CVE Vulnerabilities

CVE-2023-34236

Exposure of Sensitive Information to an Unauthorized Actor

Published: Jul 14, 2023 | Modified: Jul 31, 2023
CVSS 3.x
6.5
MEDIUM
Source:
NVD
CVSS:3.1/AV:N/AC:L/PR:L/UI:N/S:U/C:H/I:N/A:N
CVSS 2.x
RedHat/V2
RedHat/V3
Ubuntu

Weave GitOps Terraform Controller (aka Weave TF-controller) is a controller for Flux to reconcile Terraform resources in a GitOps way. A vulnerability has been identified in Weave GitOps Terraform Controller which could allow an authenticated remote attacker to view sensitive information. This vulnerability stems from Weave GitOps Terraform Runners (tf-runner), where sensitive data is inadvertently printed - potentially revealing sensitive user data in their pod logs. In particular, functions tfexec.ShowPlan, tfexec.ShowPlanRaw, and tfexec.Output are implicated when the tfexec object set its Stdout and Stderr to be os.Stdout and os.Stderr. An unauthorized remote attacker could exploit this vulnerability by accessing these prints of sensitive information, which may contain configurations or tokens that could be used to gain unauthorized control or access to resources managed by the Terraform controller. A successful exploit could allow the attacker to utilize this sensitive data, potentially leading to unauthorized access or control of the system. This vulnerability has been addressed in Weave GitOps Terraform Controller versions v0.14.4 and v0.15.0-rc.5. Users are urged to upgrade to one of these versions to mitigate the vulnerability. As a temporary measure until the patch can be applied, users can add the environment variable DISABLE_TF_LOGS to the tf-runners via the runner pod template of the Terraform Custom Resource. This will prevent the logging of sensitive information and mitigate the risk of this vulnerability.

Weakness

The product exposes sensitive information to an actor that is not explicitly authorized to have access to that information.

Affected Software

Name Vendor Start Version End Version
Gitops_terraform_controller Weave * 0.14.4 (excluding)
Gitops_terraform_controller Weave 0.15.0-rc1 (including) 0.15.0-rc1 (including)
Gitops_terraform_controller Weave 0.15.0-rc2 (including) 0.15.0-rc2 (including)
Gitops_terraform_controller Weave 0.15.0-rc3 (including) 0.15.0-rc3 (including)
Gitops_terraform_controller Weave 0.15.0-rc4 (including) 0.15.0-rc4 (including)

Extended Description

There are many different kinds of mistakes that introduce information exposures. The severity of the error can range widely, depending on the context in which the product operates, the type of sensitive information that is revealed, and the benefits it may provide to an attacker. Some kinds of sensitive information include:

Information might be sensitive to different parties, each of which may have their own expectations for whether the information should be protected. These parties include:

Information exposures can occur in different ways:

It is common practice to describe any loss of confidentiality as an “information exposure,” but this can lead to overuse of CWE-200 in CWE mapping. From the CWE perspective, loss of confidentiality is a technical impact that can arise from dozens of different weaknesses, such as insecure file permissions or out-of-bounds read. CWE-200 and its lower-level descendants are intended to cover the mistakes that occur in behaviors that explicitly manage, store, transfer, or cleanse sensitive information.

Potential Mitigations

  • Compartmentalize the system to have “safe” areas where trust boundaries can be unambiguously drawn. Do not allow sensitive data to go outside of the trust boundary and always be careful when interfacing with a compartment outside of the safe area.
  • Ensure that appropriate compartmentalization is built into the system design, and the compartmentalization allows for and reinforces privilege separation functionality. Architects and designers should rely on the principle of least privilege to decide the appropriate time to use privileges and the time to drop privileges.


• WHAT TO PRODUCE: Write out each entry word for word.
RECORDS SUPPLIED START
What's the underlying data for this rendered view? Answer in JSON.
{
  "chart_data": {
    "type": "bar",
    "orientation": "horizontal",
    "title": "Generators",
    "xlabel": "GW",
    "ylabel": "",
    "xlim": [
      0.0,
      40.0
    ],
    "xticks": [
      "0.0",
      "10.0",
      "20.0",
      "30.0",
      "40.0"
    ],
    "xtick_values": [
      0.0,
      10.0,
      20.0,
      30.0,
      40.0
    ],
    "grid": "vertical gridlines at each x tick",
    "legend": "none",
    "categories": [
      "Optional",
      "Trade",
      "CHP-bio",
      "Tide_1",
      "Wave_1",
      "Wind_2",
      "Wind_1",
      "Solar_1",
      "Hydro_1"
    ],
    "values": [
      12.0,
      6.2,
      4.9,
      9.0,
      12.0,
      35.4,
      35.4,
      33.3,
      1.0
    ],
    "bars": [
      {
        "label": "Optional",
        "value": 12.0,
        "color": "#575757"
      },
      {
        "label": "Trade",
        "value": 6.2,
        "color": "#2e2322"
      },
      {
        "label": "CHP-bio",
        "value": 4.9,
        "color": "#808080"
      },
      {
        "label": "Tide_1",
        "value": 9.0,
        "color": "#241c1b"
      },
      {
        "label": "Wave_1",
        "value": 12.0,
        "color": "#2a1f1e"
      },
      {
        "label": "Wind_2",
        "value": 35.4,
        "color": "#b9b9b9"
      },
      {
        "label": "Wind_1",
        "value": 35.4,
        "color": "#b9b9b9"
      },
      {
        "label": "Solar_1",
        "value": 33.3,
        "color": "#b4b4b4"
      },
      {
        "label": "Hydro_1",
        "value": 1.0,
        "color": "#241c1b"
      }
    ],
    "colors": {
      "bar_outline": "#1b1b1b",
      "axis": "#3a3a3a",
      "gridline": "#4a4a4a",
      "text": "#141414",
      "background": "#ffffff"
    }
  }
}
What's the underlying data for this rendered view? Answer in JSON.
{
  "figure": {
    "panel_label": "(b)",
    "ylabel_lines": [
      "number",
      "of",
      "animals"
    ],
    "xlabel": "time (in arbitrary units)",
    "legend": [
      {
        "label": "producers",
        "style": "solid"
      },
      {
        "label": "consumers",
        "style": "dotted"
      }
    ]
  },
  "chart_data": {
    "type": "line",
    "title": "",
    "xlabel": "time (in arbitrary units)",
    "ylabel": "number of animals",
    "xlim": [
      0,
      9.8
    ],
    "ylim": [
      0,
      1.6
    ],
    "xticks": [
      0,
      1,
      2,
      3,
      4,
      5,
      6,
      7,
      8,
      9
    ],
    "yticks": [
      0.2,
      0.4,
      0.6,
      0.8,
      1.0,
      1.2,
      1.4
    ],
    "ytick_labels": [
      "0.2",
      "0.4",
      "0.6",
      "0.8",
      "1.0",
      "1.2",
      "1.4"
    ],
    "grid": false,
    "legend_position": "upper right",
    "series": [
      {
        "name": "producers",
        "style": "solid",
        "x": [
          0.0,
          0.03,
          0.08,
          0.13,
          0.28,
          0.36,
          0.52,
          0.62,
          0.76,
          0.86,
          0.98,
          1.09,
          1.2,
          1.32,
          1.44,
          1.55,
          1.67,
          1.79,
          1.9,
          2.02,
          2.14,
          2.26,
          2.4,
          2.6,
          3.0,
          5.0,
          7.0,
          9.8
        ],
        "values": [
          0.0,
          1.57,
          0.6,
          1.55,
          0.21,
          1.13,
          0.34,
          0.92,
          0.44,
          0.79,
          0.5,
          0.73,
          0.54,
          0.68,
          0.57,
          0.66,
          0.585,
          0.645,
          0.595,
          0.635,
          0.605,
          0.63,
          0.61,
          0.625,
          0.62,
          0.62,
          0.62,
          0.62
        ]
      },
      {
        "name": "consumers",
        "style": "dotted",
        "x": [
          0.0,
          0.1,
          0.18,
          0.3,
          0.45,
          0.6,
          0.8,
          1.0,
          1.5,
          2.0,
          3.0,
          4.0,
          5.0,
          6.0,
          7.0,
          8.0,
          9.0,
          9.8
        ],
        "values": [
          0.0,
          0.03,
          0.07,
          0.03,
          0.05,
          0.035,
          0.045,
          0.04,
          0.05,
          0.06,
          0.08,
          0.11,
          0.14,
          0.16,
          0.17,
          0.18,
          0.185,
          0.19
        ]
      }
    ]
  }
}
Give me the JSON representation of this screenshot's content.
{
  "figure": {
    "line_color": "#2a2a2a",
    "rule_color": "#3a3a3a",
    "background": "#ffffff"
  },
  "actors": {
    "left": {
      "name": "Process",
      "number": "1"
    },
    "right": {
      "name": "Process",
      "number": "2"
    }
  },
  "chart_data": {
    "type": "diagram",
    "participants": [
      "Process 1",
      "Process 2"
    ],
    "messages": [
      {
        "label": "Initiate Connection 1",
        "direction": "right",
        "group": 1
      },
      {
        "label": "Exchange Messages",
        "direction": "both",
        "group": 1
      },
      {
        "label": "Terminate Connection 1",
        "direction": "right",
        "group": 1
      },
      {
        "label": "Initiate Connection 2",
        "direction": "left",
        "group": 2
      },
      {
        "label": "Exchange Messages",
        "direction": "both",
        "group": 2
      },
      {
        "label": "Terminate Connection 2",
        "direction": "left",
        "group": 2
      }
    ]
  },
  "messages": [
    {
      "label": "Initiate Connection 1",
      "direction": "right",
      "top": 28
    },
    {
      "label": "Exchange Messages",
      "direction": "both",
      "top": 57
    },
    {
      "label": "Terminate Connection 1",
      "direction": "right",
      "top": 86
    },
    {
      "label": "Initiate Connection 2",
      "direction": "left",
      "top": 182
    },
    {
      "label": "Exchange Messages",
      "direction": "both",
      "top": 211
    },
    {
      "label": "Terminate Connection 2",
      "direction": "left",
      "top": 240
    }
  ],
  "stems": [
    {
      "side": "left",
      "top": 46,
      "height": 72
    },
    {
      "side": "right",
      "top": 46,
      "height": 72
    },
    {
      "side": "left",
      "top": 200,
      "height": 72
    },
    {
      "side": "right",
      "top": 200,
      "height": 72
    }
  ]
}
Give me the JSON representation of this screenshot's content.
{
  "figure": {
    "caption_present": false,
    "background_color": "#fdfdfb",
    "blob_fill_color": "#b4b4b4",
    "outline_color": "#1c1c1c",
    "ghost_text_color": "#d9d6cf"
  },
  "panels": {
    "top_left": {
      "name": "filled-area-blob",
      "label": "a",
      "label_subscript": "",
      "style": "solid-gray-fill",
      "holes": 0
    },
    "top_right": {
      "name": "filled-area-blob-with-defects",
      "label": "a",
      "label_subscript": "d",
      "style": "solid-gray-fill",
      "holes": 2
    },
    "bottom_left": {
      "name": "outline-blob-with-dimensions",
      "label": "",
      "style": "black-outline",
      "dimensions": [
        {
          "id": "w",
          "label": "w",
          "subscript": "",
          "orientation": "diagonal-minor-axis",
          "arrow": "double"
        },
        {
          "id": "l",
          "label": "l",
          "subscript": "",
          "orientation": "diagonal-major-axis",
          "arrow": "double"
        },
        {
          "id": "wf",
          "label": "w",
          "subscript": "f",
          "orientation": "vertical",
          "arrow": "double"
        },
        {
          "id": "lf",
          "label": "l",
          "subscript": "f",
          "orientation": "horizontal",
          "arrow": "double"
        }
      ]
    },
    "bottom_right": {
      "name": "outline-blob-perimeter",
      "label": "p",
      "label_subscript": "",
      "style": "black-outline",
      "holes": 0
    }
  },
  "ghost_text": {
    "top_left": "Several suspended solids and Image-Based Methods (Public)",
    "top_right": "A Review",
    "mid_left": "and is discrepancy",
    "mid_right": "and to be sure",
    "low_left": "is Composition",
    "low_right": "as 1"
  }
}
RECORDS SUPPLIED END
• ANSWER FOR THE TASK:
What's the underlying data for this rendered view? Answer in JSON.
{
  "chart_data": {
    "type": "bar",
    "orientation": "horizontal",
    "title": "Generators",
    "xlabel": "GW",
    "ylabel": "",
    "xlim": [
      0.0,
      40.0
    ],
    "xticks": [
      "0.0",
      "10.0",
      "20.0",
      "30.0",
      "40.0"
    ],
    "xtick_values": [
      0.0,
      10.0,
      20.0,
      30.0,
      40.0
    ],
    "grid": "vertical gridlines at each x tick",
    "legend": "none",
    "categories": [
      "Optional",
      "Trade",
      "CHP-bio",
      "Tide_1",
      "Wave_1",
      "Wind_2",
      "Wind_1",
      "Solar_1",
      "Hydro_1"
    ],
    "values": [
      12.0,
      6.2,
      4.9,
      9.0,
      12.0,
      35.4,
      35.4,
      33.3,
      1.0
    ],
    "bars": [
      {
        "label": "Optional",
        "value": 12.0,
        "color": "#575757"
      },
      {
        "label": "Trade",
        "value": 6.2,
        "color": "#2e2322"
      },
      {
        "label": "CHP-bio",
        "value": 4.9,
        "color": "#808080"
      },
      {
        "label": "Tide_1",
        "value": 9.0,
        "color": "#241c1b"
      },
      {
        "label": "Wave_1",
        "value": 12.0,
        "color": "#2a1f1e"
      },
      {
        "label": "Wind_2",
        "value": 35.4,
        "color": "#b9b9b9"
      },
      {
        "label": "Wind_1",
        "value": 35.4,
        "color": "#b9b9b9"
      },
      {
        "label": "Solar_1",
        "value": 33.3,
        "color": "#b4b4b4"
      },
      {
        "label": "Hydro_1",
        "value": 1.0,
        "color": "#241c1b"
      }
    ],
    "colors": {
      "bar_outline": "#1b1b1b",
      "axis": "#3a3a3a",
      "gridline": "#4a4a4a",
      "text": "#141414",
      "background": "#ffffff"
    }
  }
}
What's the underlying data for this rendered view? Answer in JSON.
{
  "figure": {
    "panel_label": "(b)",
    "ylabel_lines": [
      "number",
      "of",
      "animals"
    ],
    "xlabel": "time (in arbitrary units)",
    "legend": [
      {
        "label": "producers",
        "style": "solid"
      },
      {
        "label": "consumers",
        "style": "dotted"
      }
    ]
  },
  "chart_data": {
    "type": "line",
    "title": "",
    "xlabel": "time (in arbitrary units)",
    "ylabel": "number of animals",
    "xlim": [
      0,
      9.8
    ],
    "ylim": [
      0,
      1.6
    ],
    "xticks": [
      0,
      1,
      2,
      3,
      4,
      5,
      6,
      7,
      8,
      9
    ],
    "yticks": [
      0.2,
      0.4,
      0.6,
      0.8,
      1.0,
      1.2,
      1.4
    ],
    "ytick_labels": [
      "0.2",
      "0.4",
      "0.6",
      "0.8",
      "1.0",
      "1.2",
      "1.4"
    ],
    "grid": false,
    "legend_position": "upper right",
    "series": [
      {
        "name": "producers",
        "style": "solid",
        "x": [
          0.0,
          0.03,
          0.08,
          0.13,
          0.28,
          0.36,
          0.52,
          0.62,
          0.76,
          0.86,
          0.98,
          1.09,
          1.2,
          1.32,
          1.44,
          1.55,
          1.67,
          1.79,
          1.9,
          2.02,
          2.14,
          2.26,
          2.4,
          2.6,
          3.0,
          5.0,
          7.0,
          9.8
        ],
        "values": [
          0.0,
          1.57,
          0.6,
          1.55,
          0.21,
          1.13,
          0.34,
          0.92,
          0.44,
          0.79,
          0.5,
          0.73,
          0.54,
          0.68,
          0.57,
          0.66,
          0.585,
          0.645,
          0.595,
          0.635,
          0.605,
          0.63,
          0.61,
          0.625,
          0.62,
          0.62,
          0.62,
          0.62
        ]
      },
      {
        "name": "consumers",
        "style": "dotted",
        "x": [
          0.0,
          0.1,
          0.18,
          0.3,
          0.45,
          0.6,
          0.8,
          1.0,
          1.5,
          2.0,
          3.0,
          4.0,
          5.0,
          6.0,
          7.0,
          8.0,
          9.0,
          9.8
        ],
        "values": [
          0.0,
          0.03,
          0.07,
          0.03,
          0.05,
          0.035,
          0.045,
          0.04,
          0.05,
          0.06,
          0.08,
          0.11,
          0.14,
          0.16,
          0.17,
          0.18,
          0.185,
          0.19
        ]
      }
    ]
  }
}
Give me the JSON representation of this screenshot's content.
{
  "figure": {
    "line_color": "#2a2a2a",
    "rule_color": "#3a3a3a",
    "background": "#ffffff"
  },
  "actors": {
    "left": {
      "name": "Process",
      "number": "1"
    },
    "right": {
      "name": "Process",
      "number": "2"
    }
  },
  "chart_data": {
    "type": "diagram",
    "participants": [
      "Process 1",
      "Process 2"
    ],
    "messages": [
      {
        "label": "Initiate Connection 1",
        "direction": "right",
        "group": 1
      },
      {
        "label": "Exchange Messages",
        "direction": "both",
        "group": 1
      },
      {
        "label": "Terminate Connection 1",
        "direction": "right",
        "group": 1
      },
      {
        "label": "Initiate Connection 2",
        "direction": "left",
        "group": 2
      },
      {
        "label": "Exchange Messages",
        "direction": "both",
        "group": 2
      },
      {
        "label": "Terminate Connection 2",
        "direction": "left",
        "group": 2
      }
    ]
  },
  "messages": [
    {
      "label": "Initiate Connection 1",
      "direction": "right",
      "top": 28
    },
    {
      "label": "Exchange Messages",
      "direction": "both",
      "top": 57
    },
    {
      "label": "Terminate Connection 1",
      "direction": "right",
      "top": 86
    },
    {
      "label": "Initiate Connection 2",
      "direction": "left",
      "top": 182
    },
    {
      "label": "Exchange Messages",
      "direction": "both",
      "top": 211
    },
    {
      "label": "Terminate Connection 2",
      "direction": "left",
      "top": 240
    }
  ],
  "stems": [
    {
      "side": "left",
      "top": 46,
      "height": 72
    },
    {
      "side": "right",
      "top": 46,
      "height": 72
    },
    {
      "side": "left",
      "top": 200,
      "height": 72
    },
    {
      "side": "right",
      "top": 200,
      "height": 72
    }
  ]
}
Give me the JSON representation of this screenshot's content.
{
  "figure": {
    "caption_present": false,
    "background_color": "#fdfdfb",
    "blob_fill_color": "#b4b4b4",
    "outline_color": "#1c1c1c",
    "ghost_text_color": "#d9d6cf"
  },
  "panels": {
    "top_left": {
      "name": "filled-area-blob",
      "label": "a",
      "label_subscript": "",
      "style": "solid-gray-fill",
      "holes": 0
    },
    "top_right": {
      "name": "filled-area-blob-with-defects",
      "label": "a",
      "label_subscript": "d",
      "style": "solid-gray-fill",
      "holes": 2
    },
    "bottom_left": {
      "name": "outline-blob-with-dimensions",
      "label": "",
      "style": "black-outline",
      "dimensions": [
        {
          "id": "w",
          "label": "w",
          "subscript": "",
          "orientation": "diagonal-minor-axis",
          "arrow": "double"
        },
        {
          "id": "l",
          "label": "l",
          "subscript": "",
          "orientation": "diagonal-major-axis",
          "arrow": "double"
        },
        {
          "id": "wf",
          "label": "w",
          "subscript": "f",
          "orientation": "vertical",
          "arrow": "double"
        },
        {
          "id": "lf",
          "label": "l",
          "subscript": "f",
          "orientation": "horizontal",
          "arrow": "double"
        }
      ]
    },
    "bottom_right": {
      "name": "outline-blob-perimeter",
      "label": "p",
      "label_subscript": "",
      "style": "black-outline",
      "holes": 0
    }
  },
  "ghost_text": {
    "top_left": "Several suspended solids and Image-Based Methods (Public)",
    "top_right": "A Review",
    "mid_left": "and is discrepancy",
    "mid_right": "and to be sure",
    "low_left": "is Composition",
    "low_right": "as 1"
  }
}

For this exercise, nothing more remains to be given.